Monday, April 13, 2009

What's good for General Motors was good for me in Detroit

It was the best of times when I went to work in the GM building in 1964. I was an up-and-coming copywriter at the Chevrolet ad agency working on the largest account in the world then.
GM had 51% of the US market. We sponsored Bonanza and Bewitched, the top two shows on television. Dinah Shore was singing, "See the USA in your Chevrolet, America's the greatest land of all". And so it was. The cars were selling and the money was pouring in. The Tigers and the Red Wings were winning and Motown was swinging. Then it became the worst of times. In July 1967 the riots came and all hell broke out.

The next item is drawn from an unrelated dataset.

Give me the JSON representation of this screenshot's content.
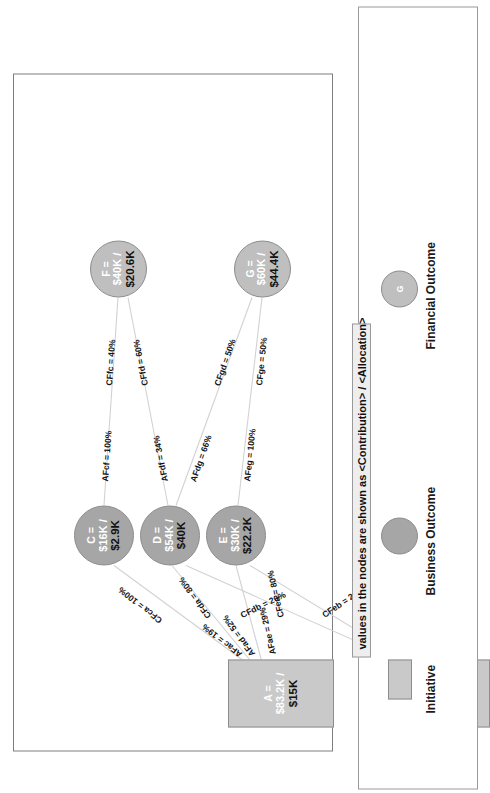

The carnage is chronicled by John Hersey in "The Algiers Motel Incident". We wanted out. I asked the agency (a different GM ad agency) for a transfer to anywhere. In six weeks I was working in Amsterdam and Zurich and in March 1968 our family was living in London. I became "The Mid-Atlantic Man" Tom Wolfe wrote about. I had my clothes made on Savile Row. I bought a turquoise velvet safari suit. I vacationed at Davos and Verbier. Julie Christie smiled at me and I had long literary conversations with the young Salman Rushdie. I had left Detroit far behind in its rubble and, of course never went back.
And yet, and yet I shall always remember a wonderful Detroit. Come back my lost city. O glittering and white!